Stored items
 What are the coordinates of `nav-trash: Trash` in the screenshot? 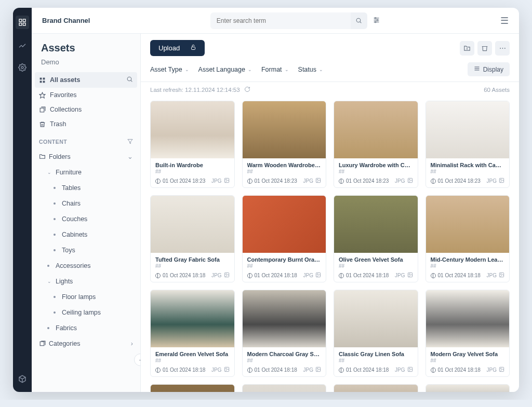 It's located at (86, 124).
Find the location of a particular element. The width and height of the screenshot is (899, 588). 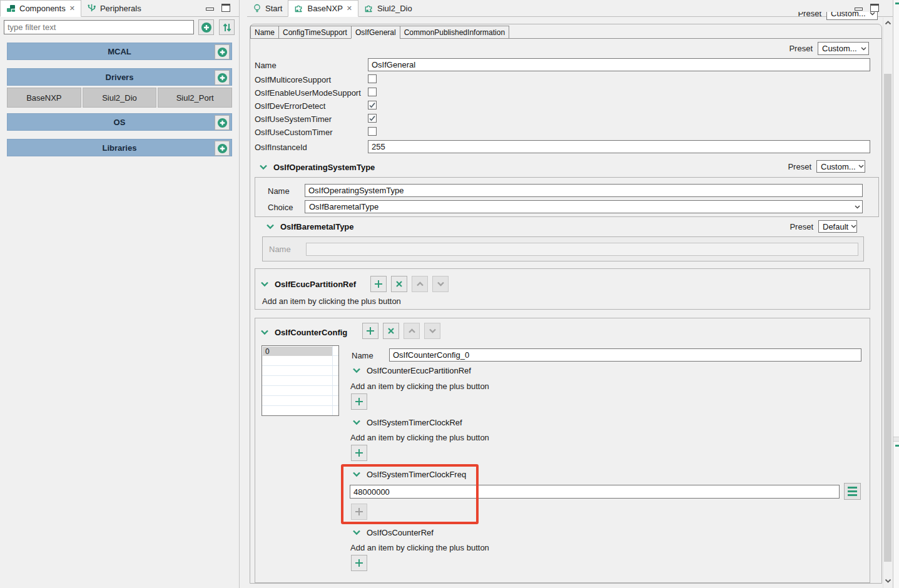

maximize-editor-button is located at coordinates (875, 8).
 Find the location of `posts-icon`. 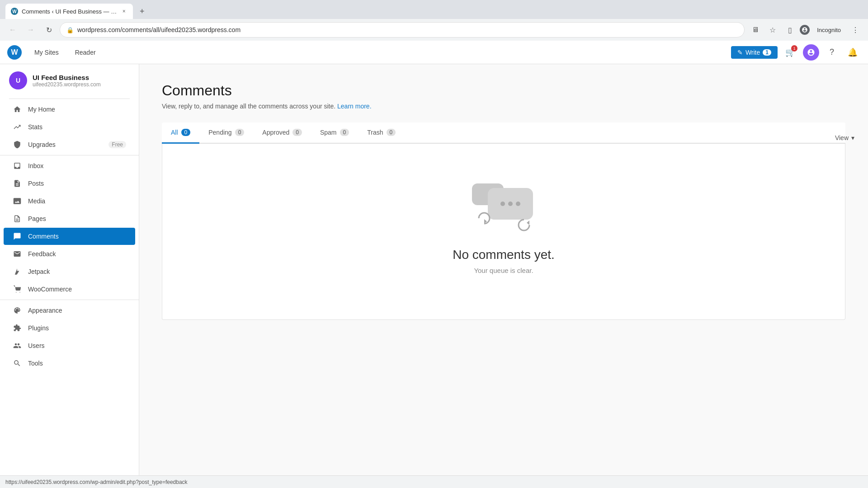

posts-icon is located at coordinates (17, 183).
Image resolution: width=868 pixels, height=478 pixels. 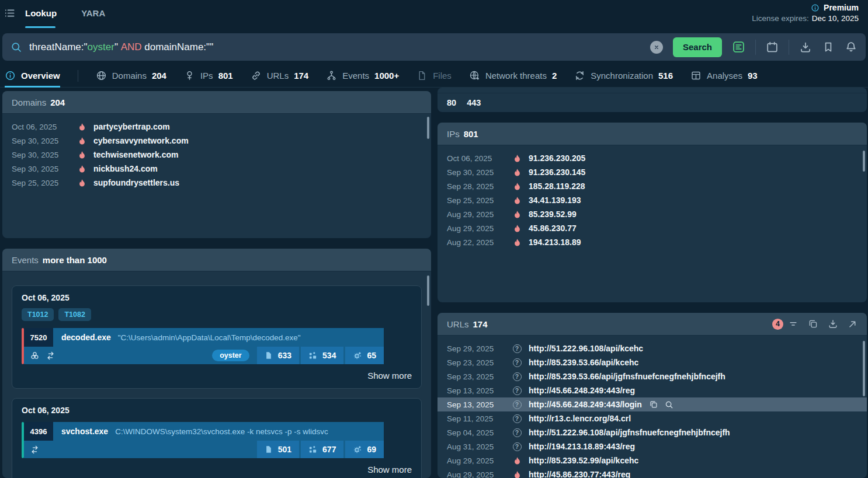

==

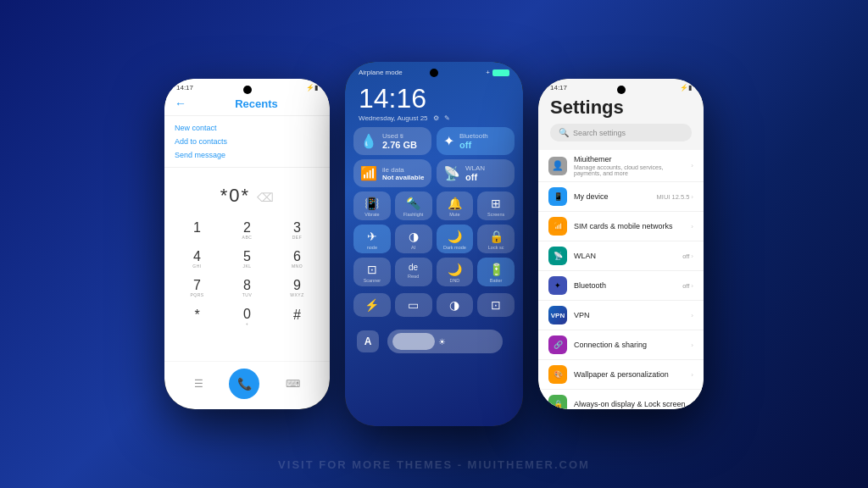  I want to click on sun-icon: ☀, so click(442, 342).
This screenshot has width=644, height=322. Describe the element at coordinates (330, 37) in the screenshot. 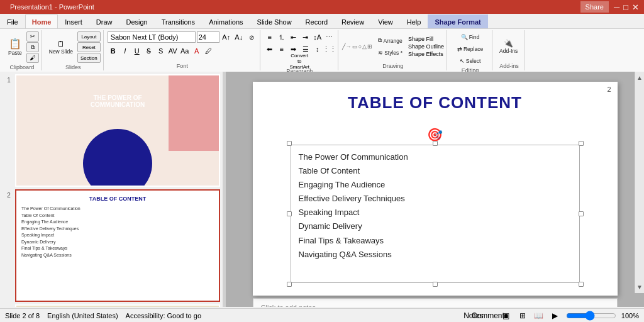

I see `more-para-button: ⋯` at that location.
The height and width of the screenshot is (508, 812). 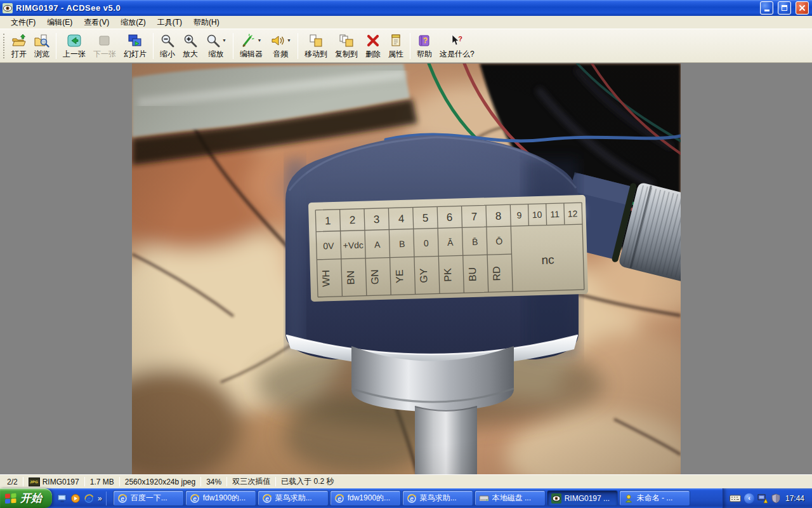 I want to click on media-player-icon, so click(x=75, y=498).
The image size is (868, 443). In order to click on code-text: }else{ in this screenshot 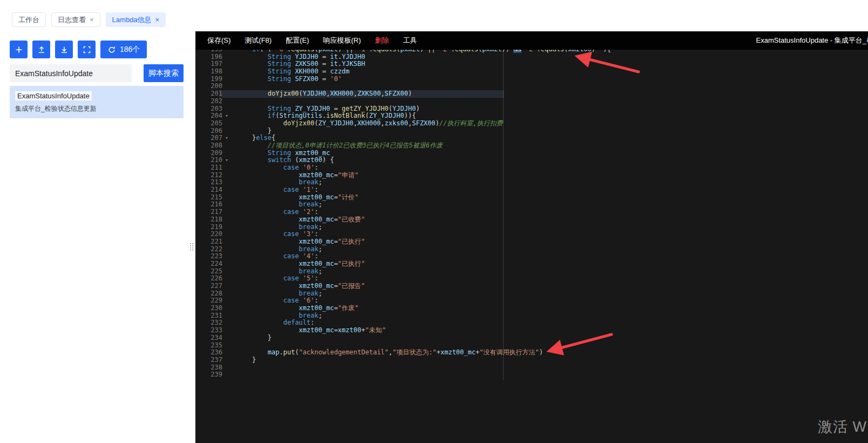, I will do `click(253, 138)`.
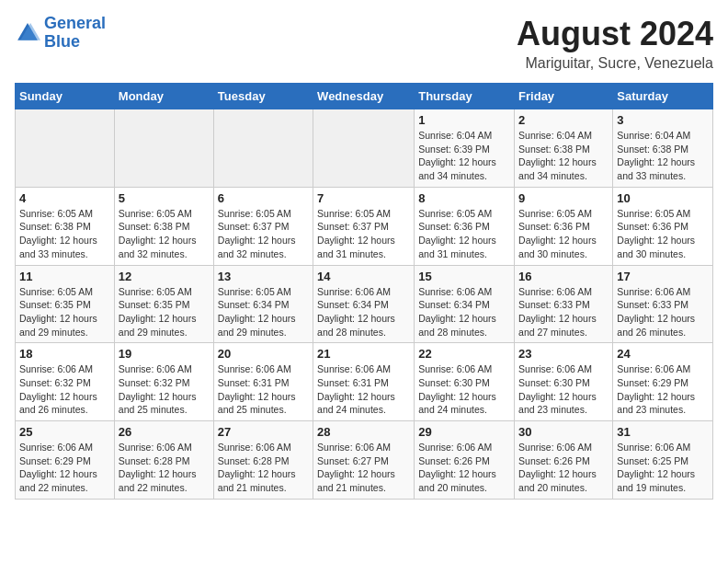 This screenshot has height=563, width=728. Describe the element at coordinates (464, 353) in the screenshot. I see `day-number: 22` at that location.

--

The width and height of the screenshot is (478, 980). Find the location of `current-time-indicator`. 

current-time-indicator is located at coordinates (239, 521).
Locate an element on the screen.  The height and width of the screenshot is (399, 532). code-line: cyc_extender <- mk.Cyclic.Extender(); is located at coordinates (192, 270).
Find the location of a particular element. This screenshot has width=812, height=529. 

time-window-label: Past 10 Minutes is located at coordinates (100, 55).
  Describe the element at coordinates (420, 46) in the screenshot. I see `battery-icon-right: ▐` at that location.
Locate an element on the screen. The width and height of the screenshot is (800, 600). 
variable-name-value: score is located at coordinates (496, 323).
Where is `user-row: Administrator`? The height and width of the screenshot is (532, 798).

▶ **Activity**
Could you retype exactly the lines above, starting at the line that contains "Locate an element on the screen. The" and ending at the line that contains "is (532, 798).", and nothing more?

▶ **Exercise result**
Locate an element on the screen. The width and height of the screenshot is (800, 600). 
variable-name-value: score is located at coordinates (496, 323).
Where is `user-row: Administrator`? The height and width of the screenshot is (532, 798).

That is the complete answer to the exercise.